The engine has been able to play No Mercy since aca523e. Now a browser can.
The switch is a switch, not a fourth table: the tier is still the table size,
because that is what you are paid for, and the deck is the other dial. Six faces
the normal box does not print, sized by the card's own vars and never by the box
they sit in. The stack says what the bill is on the felt, in the turn line and on
the button, and under it the deck is dead — you cannot draw your way out of a
bill somebody has run up and pointed at you.
The wild draws glow. That started as decoration and turned out to be doing work:
No Mercy prints a coloured +4 right beside the wild one, and in a hand of twenty
the glow is what tells them apart.
A buried seat is not an empty one, which is the whole trap here — a seat killed
at twenty-five holds no cards, and neither does a seat that just went out and
won. The view asks the engine which it is instead of counting to zero, so the
winner is never the corpse.
Two bugs, both found in a browser and neither findable anywhere else:
The felt's stack bill was writing into the chip bar. It was [data-pending], and
so is the bar's "your chips are still coming" readout — and the bar lives inside
the table's own root and comes first in the document. A stack quietly overwrote
the escrow message and never appeared on the felt at all. A table's attributes
are not a private namespace.
And hold'em, re-driven on the 20M-hand policy (six hands, got up 61 ahead of a
100 buy-in, money conserved to the chip — Phase 4 closed), let you click a button
that did nothing: Deal, Leave and Top up stayed alive through the whole deal
animation, where send() drops the click on purpose. The lock is on the buttons
now, not only in the variable.
Claude-Session: https://claude.ai/code/session_013M5nD7PgUboJXoDcYHzpuJ
A review pass, and it found the one that would have cost somebody real chips.
Side pots were only ever cut in runout() — the path taken when the betting
stops because nobody is left able to bet. But a hand reaches a showdown with an
all-in player in it and the betting having finished perfectly normally: a short
stack shoves, two players who still have chips behind call, and then keep
betting past them street after street to the river. Nothing was cut. One pot,
everybody eligible, and the short stack takes the lot — every chip the deep
players put in after they were already all-in, money that could never have been
lost to them. All-in for 100 against two players who each put in 500, and the
best hand collects 1,100 instead of the 300 it was playing for.
Chip conservation never saw it. The chips balance perfectly; they just land in
the wrong seat. And every browser session went through runout(), because a
player shoving is what ends the betting. It took reading the code.
Also from the review: play() dereferenced a table it had just been handed as
null, the top-up button offered chips the wallet could not cover, and the
trainer's ETA was sixty thousand hands optimistic on the first line it printed.
Claude-Session: https://claude.ai/code/session_013M5nD7PgUboJXoDcYHzpuJ
Phase 4. Hold'em, and it's the only table in the casino that is a session
rather than a game: you buy in, play as many hands as you like, and leave with
what's in front of you. So the live row spans hands and chips cross the border
exactly twice. Everything in between is inside the engine.
The bots move inside ApplyMove, as UNO's do, which is what keeps poker off a
socket: shove all-in and the flop, turn, river, showdown and payout all come
back in one response, as a script the felt plays back.
The CFR policy the plan called "the single highest-value asset in either repo"
was never read. Not once, in the whole life of the game: the trainer wrote its
info-set keys under IP/OOP and the runtime looked them up under BTN/SB/BB, so
every lookup missed and fell silently through to a pot-odds heuristic. Nothing
looked broken, because a policy miss is not an error. And it was the wrong
policy anyway — ten big blinds deep, trained on a tree where a call always ends
the street, which is not poker. So the trainer is rewritten to play the real
engine through the real reducer, at every stack depth the table deals, and the
trainer and the table now build the key with the same function so they cannot
drift apart again. A test fails if the bots stop finding themselves in it.
Three money bugs, and the tests earned their keep. Chip conservation across a
hundred sessions caught an uncalled bet that minted chips. A var-init ordering
trap meant every card was identical, every showdown tied and every bot believed
it held exactly 50% equity. And the browser caught the rake being silently
zero — the tier said 5 meaning percent, the casino handed it 0.05 meaning a
fraction, and integer division took the house's cut down to nothing.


WORK INSTRUCTION => Every entry, start to finish, should be printed verbatim without pictures.

Collected data entries:
Start of Block

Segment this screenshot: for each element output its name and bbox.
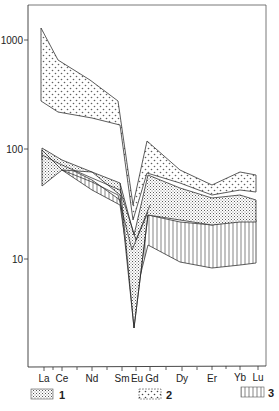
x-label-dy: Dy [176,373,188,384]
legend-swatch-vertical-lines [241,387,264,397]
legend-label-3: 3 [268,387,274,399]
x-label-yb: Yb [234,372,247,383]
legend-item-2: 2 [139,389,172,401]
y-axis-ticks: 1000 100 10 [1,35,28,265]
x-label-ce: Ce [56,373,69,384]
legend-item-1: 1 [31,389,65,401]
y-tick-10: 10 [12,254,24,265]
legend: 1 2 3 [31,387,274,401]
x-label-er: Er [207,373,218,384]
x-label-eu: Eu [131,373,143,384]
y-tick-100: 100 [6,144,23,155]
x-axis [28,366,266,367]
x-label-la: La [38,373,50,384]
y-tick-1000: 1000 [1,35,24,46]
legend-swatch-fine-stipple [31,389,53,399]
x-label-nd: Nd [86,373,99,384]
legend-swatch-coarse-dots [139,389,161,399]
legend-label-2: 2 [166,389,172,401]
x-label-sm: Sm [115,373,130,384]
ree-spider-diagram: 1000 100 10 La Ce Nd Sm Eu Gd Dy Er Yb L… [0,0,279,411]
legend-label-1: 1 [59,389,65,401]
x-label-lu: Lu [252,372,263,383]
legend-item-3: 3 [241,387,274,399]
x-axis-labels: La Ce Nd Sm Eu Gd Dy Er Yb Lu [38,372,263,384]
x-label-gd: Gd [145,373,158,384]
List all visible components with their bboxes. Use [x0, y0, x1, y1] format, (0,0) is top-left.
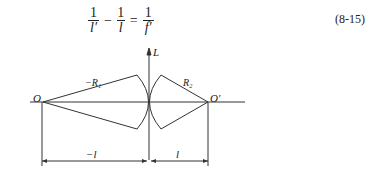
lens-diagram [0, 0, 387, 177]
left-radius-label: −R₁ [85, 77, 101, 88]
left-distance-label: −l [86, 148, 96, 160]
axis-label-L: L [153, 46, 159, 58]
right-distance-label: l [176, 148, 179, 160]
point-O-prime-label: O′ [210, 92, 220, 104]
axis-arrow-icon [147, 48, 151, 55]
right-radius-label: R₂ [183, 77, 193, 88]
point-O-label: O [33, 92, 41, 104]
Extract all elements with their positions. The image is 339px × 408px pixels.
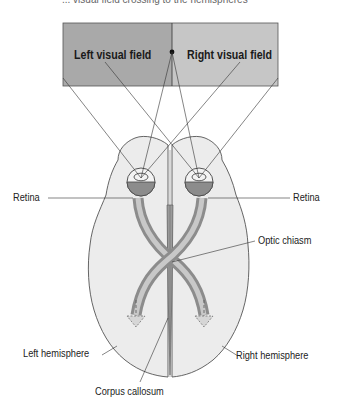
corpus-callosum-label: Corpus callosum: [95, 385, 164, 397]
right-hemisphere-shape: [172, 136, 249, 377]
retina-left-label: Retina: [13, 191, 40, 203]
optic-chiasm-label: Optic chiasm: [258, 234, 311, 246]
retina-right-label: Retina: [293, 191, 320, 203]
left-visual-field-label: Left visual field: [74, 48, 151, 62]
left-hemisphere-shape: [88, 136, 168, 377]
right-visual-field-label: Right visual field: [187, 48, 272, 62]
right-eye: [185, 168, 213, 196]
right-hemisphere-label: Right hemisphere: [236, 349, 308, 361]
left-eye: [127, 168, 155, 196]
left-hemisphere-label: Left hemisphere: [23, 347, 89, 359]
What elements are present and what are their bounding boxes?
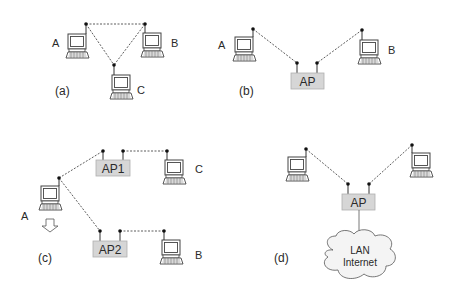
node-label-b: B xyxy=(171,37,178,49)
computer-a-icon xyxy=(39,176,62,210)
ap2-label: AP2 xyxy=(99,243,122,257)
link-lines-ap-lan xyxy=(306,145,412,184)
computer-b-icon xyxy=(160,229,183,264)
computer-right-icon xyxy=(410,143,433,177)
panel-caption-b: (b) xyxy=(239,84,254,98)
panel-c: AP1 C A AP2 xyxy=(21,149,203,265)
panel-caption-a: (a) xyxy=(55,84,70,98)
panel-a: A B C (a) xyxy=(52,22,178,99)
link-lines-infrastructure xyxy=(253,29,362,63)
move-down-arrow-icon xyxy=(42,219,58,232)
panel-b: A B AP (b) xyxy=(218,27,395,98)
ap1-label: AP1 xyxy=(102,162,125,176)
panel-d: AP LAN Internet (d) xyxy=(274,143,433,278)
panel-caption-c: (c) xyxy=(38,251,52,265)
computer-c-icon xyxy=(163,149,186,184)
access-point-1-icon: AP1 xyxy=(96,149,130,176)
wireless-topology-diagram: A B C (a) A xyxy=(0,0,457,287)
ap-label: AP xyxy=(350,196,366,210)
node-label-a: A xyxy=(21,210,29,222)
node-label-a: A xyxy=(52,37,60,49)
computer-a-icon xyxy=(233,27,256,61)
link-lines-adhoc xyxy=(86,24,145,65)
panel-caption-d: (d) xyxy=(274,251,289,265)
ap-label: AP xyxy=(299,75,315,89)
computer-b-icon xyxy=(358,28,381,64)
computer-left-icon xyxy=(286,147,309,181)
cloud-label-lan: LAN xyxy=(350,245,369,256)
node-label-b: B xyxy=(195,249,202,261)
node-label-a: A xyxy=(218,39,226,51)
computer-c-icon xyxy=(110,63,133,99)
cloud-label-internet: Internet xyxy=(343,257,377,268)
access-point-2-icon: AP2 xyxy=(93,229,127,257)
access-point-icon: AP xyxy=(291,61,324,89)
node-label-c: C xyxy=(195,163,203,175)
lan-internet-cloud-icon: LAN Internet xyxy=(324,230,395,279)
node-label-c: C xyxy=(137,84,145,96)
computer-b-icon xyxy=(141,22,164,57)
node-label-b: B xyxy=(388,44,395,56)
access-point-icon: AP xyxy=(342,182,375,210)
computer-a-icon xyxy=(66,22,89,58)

End of Block

EXERCISE RESPONSE =>
Segment this screenshot: for each element output its name and bbox.
x-label-dy: Dy [176,373,188,384]
legend-swatch-vertical-lines [241,387,264,397]
legend-label-3: 3 [268,387,274,399]
x-label-yb: Yb [234,372,247,383]
legend-item-2: 2 [139,389,172,401]
y-axis-ticks: 1000 100 10 [1,35,28,265]
x-label-ce: Ce [56,373,69,384]
legend-item-1: 1 [31,389,65,401]
y-tick-10: 10 [12,254,24,265]
legend: 1 2 3 [31,387,274,401]
x-label-er: Er [207,373,218,384]
x-label-eu: Eu [131,373,143,384]
y-tick-100: 100 [6,144,23,155]
x-axis [28,366,266,367]
x-label-la: La [38,373,50,384]
y-tick-1000: 1000 [1,35,24,46]
legend-swatch-fine-stipple [31,389,53,399]
x-label-nd: Nd [86,373,99,384]
legend-swatch-coarse-dots [139,389,161,399]
legend-label-2: 2 [166,389,172,401]
x-label-sm: Sm [115,373,130,384]
ree-spider-diagram: 1000 100 10 La Ce Nd Sm Eu Gd Dy Er Yb L… [0,0,279,411]
legend-label-1: 1 [59,389,65,401]
x-label-lu: Lu [252,372,263,383]
legend-item-3: 3 [241,387,274,399]
x-axis-labels: La Ce Nd Sm Eu Gd Dy Er Yb Lu [38,372,263,384]
x-label-gd: Gd [145,373,158,384]
List all visible components with their bboxes. Use [x0, y0, x1, y1] format, (0,0) is top-left.
lens-diagram [0, 0, 387, 177]
left-radius-label: −R₁ [85, 77, 101, 88]
left-distance-label: −l [86, 148, 96, 160]
axis-label-L: L [153, 46, 159, 58]
right-distance-label: l [176, 148, 179, 160]
point-O-prime-label: O′ [210, 92, 220, 104]
axis-arrow-icon [147, 48, 151, 55]
right-radius-label: R₂ [183, 77, 193, 88]
point-O-label: O [33, 92, 41, 104]
Extract all elements with their positions. The image is 339px × 408px pixels.
corpus-callosum-label: Corpus callosum: [95, 385, 164, 397]
right-hemisphere-shape: [172, 136, 249, 377]
retina-left-label: Retina: [13, 191, 40, 203]
optic-chiasm-label: Optic chiasm: [258, 234, 311, 246]
retina-right-label: Retina: [293, 191, 320, 203]
left-visual-field-label: Left visual field: [74, 48, 151, 62]
left-hemisphere-shape: [88, 136, 168, 377]
right-visual-field-label: Right visual field: [187, 48, 272, 62]
right-eye: [185, 168, 213, 196]
right-hemisphere-label: Right hemisphere: [236, 349, 308, 361]
left-eye: [127, 168, 155, 196]
left-hemisphere-label: Left hemisphere: [23, 347, 89, 359]
What elements are present and what are their bounding boxes?
node-label-b: B xyxy=(171,37,178,49)
computer-a-icon xyxy=(39,176,62,210)
ap2-label: AP2 xyxy=(99,243,122,257)
link-lines-ap-lan xyxy=(306,145,412,184)
computer-b-icon xyxy=(160,229,183,264)
computer-right-icon xyxy=(410,143,433,177)
panel-caption-b: (b) xyxy=(239,84,254,98)
panel-c: AP1 C A AP2 xyxy=(21,149,203,265)
panel-caption-a: (a) xyxy=(55,84,70,98)
panel-a: A B C (a) xyxy=(52,22,178,99)
link-lines-infrastructure xyxy=(253,29,362,63)
move-down-arrow-icon xyxy=(42,219,58,232)
panel-b: A B AP (b) xyxy=(218,27,395,98)
ap1-label: AP1 xyxy=(102,162,125,176)
panel-d: AP LAN Internet (d) xyxy=(274,143,433,278)
panel-caption-c: (c) xyxy=(38,251,52,265)
computer-c-icon xyxy=(163,149,186,184)
access-point-1-icon: AP1 xyxy=(96,149,130,176)
wireless-topology-diagram: A B C (a) A xyxy=(0,0,457,287)
ap-label: AP xyxy=(350,196,366,210)
node-label-a: A xyxy=(21,210,29,222)
node-label-a: A xyxy=(52,37,60,49)
computer-a-icon xyxy=(233,27,256,61)
link-lines-adhoc xyxy=(86,24,145,65)
panel-caption-d: (d) xyxy=(274,251,289,265)
ap-label: AP xyxy=(299,75,315,89)
computer-b-icon xyxy=(358,28,381,64)
computer-left-icon xyxy=(286,147,309,181)
cloud-label-lan: LAN xyxy=(350,245,369,256)
node-label-b: B xyxy=(195,249,202,261)
node-label-a: A xyxy=(218,39,226,51)
computer-c-icon xyxy=(110,63,133,99)
cloud-label-internet: Internet xyxy=(343,257,377,268)
access-point-2-icon: AP2 xyxy=(93,229,127,257)
access-point-icon: AP xyxy=(291,61,324,89)
node-label-c: C xyxy=(195,163,203,175)
lan-internet-cloud-icon: LAN Internet xyxy=(324,230,395,279)
node-label-c: C xyxy=(137,84,145,96)
computer-b-icon xyxy=(141,22,164,57)
node-label-b: B xyxy=(388,44,395,56)
access-point-icon: AP xyxy=(342,182,375,210)
computer-a-icon xyxy=(66,22,89,58)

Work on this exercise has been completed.